A communist newsletter technically engages in "censorship" against conservative viewpoints, but that's hardly problematic, is it? Parents preventing young children from being exposed to objectionable content is technically "censorship".
If you voluntarily choose to use a specific server when you have many other options at your fingertips, I just don't see how the colloquial usage of censorship applies to that situation. Seems like more of a semantic quibble than an actual flaw of Lemmy as a platform.
Bottom line is that anyone can spin up a Lemmy server for free and post anything they want, and others can freely join or federate with that server and access that information without any barriers. That's why I would argue the platform does not have any inherent censorship.
I didn't say the censorship is problematic? In fact, I completely support it.
I'm just pointing out that defederation functions as censorship. Lemmy.world refused to federate with hexbear.net and that was when I moved to lemmy.ml - the power of the fediverse is that I was able to move to a different instance and I can interact with both communities. They engaged in censorship that I didn't like, so I moved. It works!
Sure, but in the context of this discussion I'm responding to someone claiming that Lemmy has more censorship than Reddit. That perception is completely false and detrimental to the growth of Lemmy, which is why I'm trying to clarify the truth of the matter.
It certainly doesn't have more.
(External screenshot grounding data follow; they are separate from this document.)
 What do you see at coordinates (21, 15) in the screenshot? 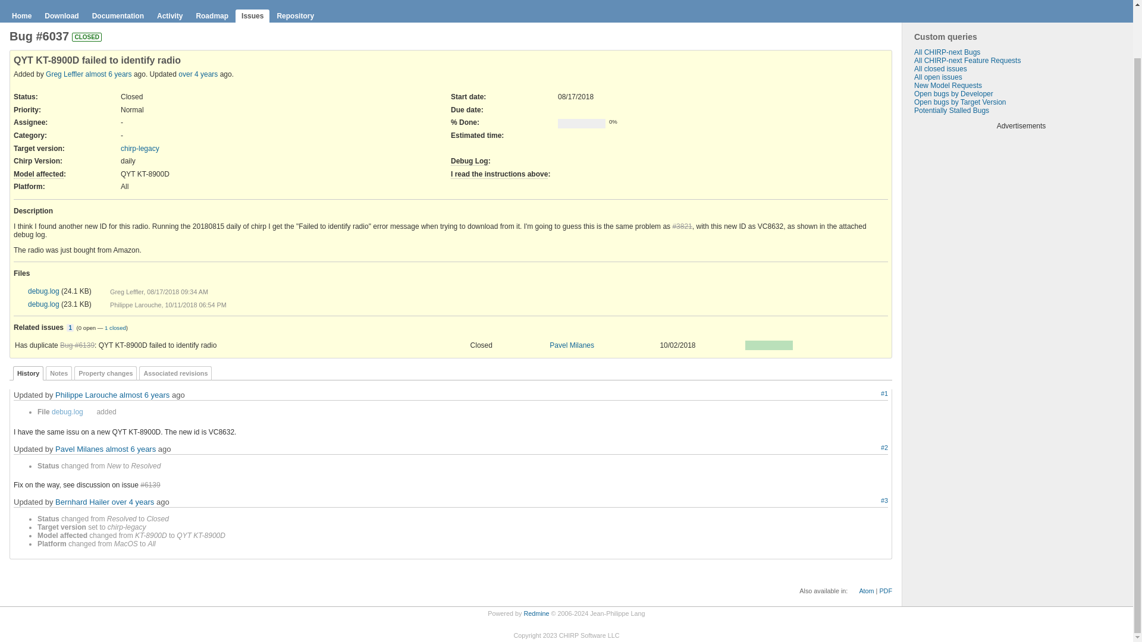
I see `Home` at bounding box center [21, 15].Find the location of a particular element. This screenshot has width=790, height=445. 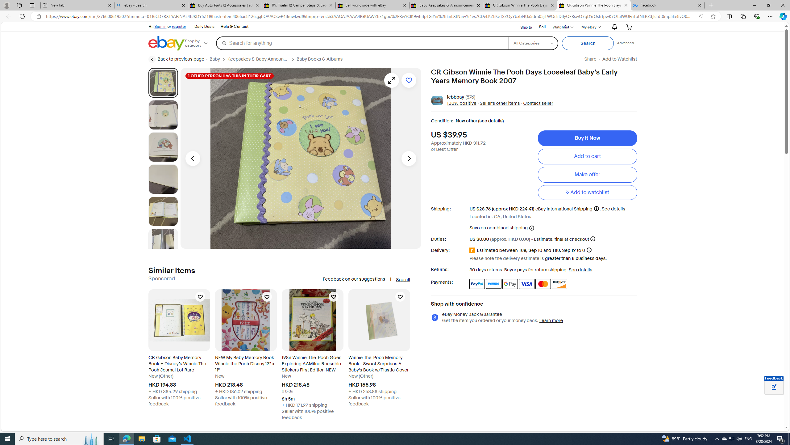

Feedback on our suggestions is located at coordinates (354, 279).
Hexbear came from r/chapotraphouse being banned, after all.
But hexbear has 4.4 million comments, whereas .world has 4 million comments. By not federating, they've effectively removed more comments from their member's feeds than .world has ever had on its own servers. That's pretty huge.
Hexbear had been around for like 3 years before lemmy.world was even created, that's why they have such high activity numbers. Most of that activity is reactionary memes and rants about the media topic of the week, and hence largely meaningless and irrelevant content several years later.
My server is defederated from hexbear as well, because they tend to disrupt discussions with their aggressive, cultlike behavior. I wanted to like them, but they quickly wore out my optimistic goodwill with their puerile immaturity and unearned self-righteousness.
And that's fine.
But it's also censorship.
Lemmy is a failure at being like centralized social media, just like I'm a failure at being an athlete. It's no more built to do that than I am.
I get that many folks around here don't care for it, but Beehaw is a better model for this space. If people started treating the fedeverse as a Local+ framework, and treated the websites as the fundamental building blocks af the fediverse, and not just weird dangling tails on the ends of things, the experience would be significantly better. But none y'all want to do that, because that means leaving the mental model of centralization at the door.
But none y’all want to do that, because that means leaving the mental model of centralization at the door.
Some instances do, especially language-focused ones like feddit.org
Lemmy is a failure at being like centralized social media
It's also a failure at being like Usenet, which was far less centralized than Lemmy. I'm unfamiliar with Beehaw.
Lemmy is basically a failure IMHO.
Reddit is mostly a superior experience for users
If you really think this and don't think Lemmy will get better then you should be using Reddit instead of Lemmy.
If you really think this and don’t think Lemmy will get better then you should be using Reddit instead of Lemmy.
I explained that Reddit is better for most people, though there is a fringe minority that chooses Lemmy for various idiosyncratic reasons. I'm part of that minority and so are you, ok? That doesn't make the rest of the world likely to migrate here.